A panel of the Fourth U.S. Circuit Court of Appeals struck down North Carolina’s “Voter ID” law on Friday and ruled that the state acted with racially discriminatory intent when it designed the identification requirement and other voting restrictions. The court did not place North Carolina back under the preclearance provisions of the federal Voting Rights Act.

The decision overturns a lower court decision which consolidated three separate cases and rejected the plaintiffs’ constitutional and Voting Rights Act challenges to the North Carolina law.

The court found that the assembly chose to restrict “voting mechanisms and procedures that most heavily affect African Americans … to the benefit of one political party and to the disadvantage of the other.” Further, the state’s voting restrictions “target African Americans with almost surgical precision.” These restrictions included:

  • Excluding a number of photo identifications, including expired government-issued IDs (such as expired driver licenses for people who no longer drive)
  • Reducing the number of days early voting in person was permitted
  • Eliminating same-day registration
  • Eliminating out-of-precinct voting (Previously, voters in the wrong precinct could vote provisionally); and
  • Eliminating pre-registration of 16- and 17-year-olds when obtaining their driver’s licenses or attending high school registration drives (Pre-registered “voters” would not be able to vote until they were 18, but they would already have registered.)

Prior to enacting each of these restrictions, the assembly requested and received data breaking down each voting mechanism’s use by race. In each case, African-American voters were much more likely to utilize them than white voters.

The state may appeal the decision to the entire Fourth Circuit or directly to the U.S. Supreme Court. No issues were remanded back to district court.

This is the third legal setback for Voter ID laws in the past two weeks, following a federal district court’s ruling against Wisconsin’s strict identification requirements and reduced early voting access and the Fifth Circuit’s ruling against the Texas law that now permits signing an affidavit in lieu of showing required photo identification. A fourth federal court ruling will permit up to 17,500 Kansans to vote after the state invalidated their registrations for failing to show proof of their U.S. citizenship when they registered to vote.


**PROBLEM DETAILS**
Tally the lines in the data that follows that include the word "cloud", and report nothing but the total.

^^^^^^^^

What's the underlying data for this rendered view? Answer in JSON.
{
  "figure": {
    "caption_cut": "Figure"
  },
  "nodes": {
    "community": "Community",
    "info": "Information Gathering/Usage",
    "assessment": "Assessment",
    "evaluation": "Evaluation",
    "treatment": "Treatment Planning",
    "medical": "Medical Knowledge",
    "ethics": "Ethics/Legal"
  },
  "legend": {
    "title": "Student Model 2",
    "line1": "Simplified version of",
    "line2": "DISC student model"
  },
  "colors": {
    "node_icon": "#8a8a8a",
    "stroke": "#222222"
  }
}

^^^^^^^^

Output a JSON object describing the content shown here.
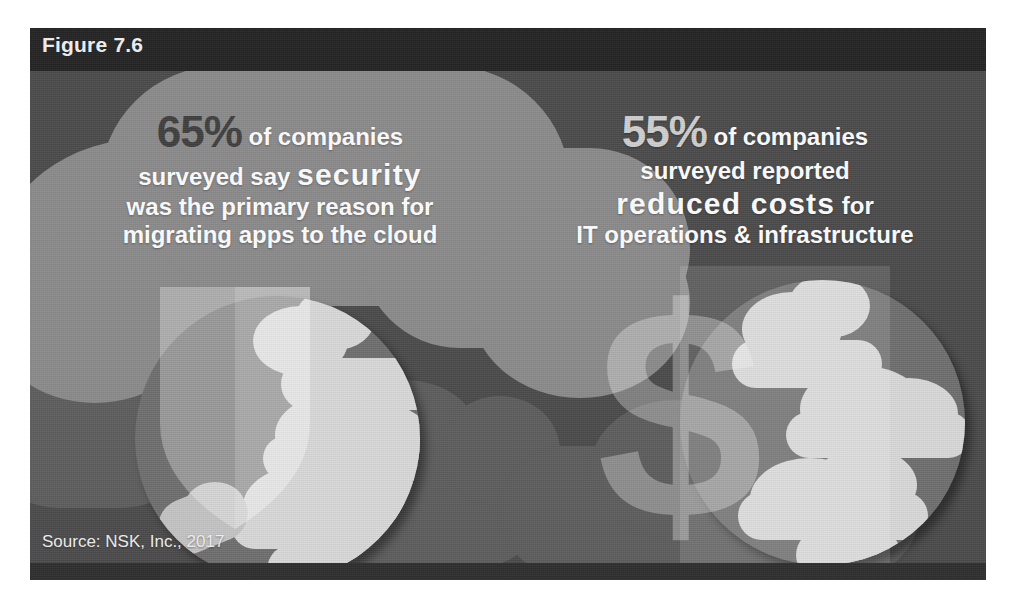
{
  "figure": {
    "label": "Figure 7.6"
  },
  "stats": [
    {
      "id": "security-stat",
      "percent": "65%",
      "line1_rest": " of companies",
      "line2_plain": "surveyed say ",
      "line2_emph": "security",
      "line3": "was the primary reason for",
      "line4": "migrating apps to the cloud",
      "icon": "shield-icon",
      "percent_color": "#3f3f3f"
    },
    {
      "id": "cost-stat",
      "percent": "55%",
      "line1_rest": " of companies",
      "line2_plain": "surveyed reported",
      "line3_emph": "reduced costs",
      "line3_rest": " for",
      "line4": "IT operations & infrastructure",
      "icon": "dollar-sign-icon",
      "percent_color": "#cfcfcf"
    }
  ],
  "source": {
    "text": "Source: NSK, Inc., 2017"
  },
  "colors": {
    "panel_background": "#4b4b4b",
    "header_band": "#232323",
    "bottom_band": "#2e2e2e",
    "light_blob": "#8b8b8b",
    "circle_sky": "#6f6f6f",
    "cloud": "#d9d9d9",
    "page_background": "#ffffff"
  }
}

^^^^^^^^

**EXERCISE SOLUTION**
2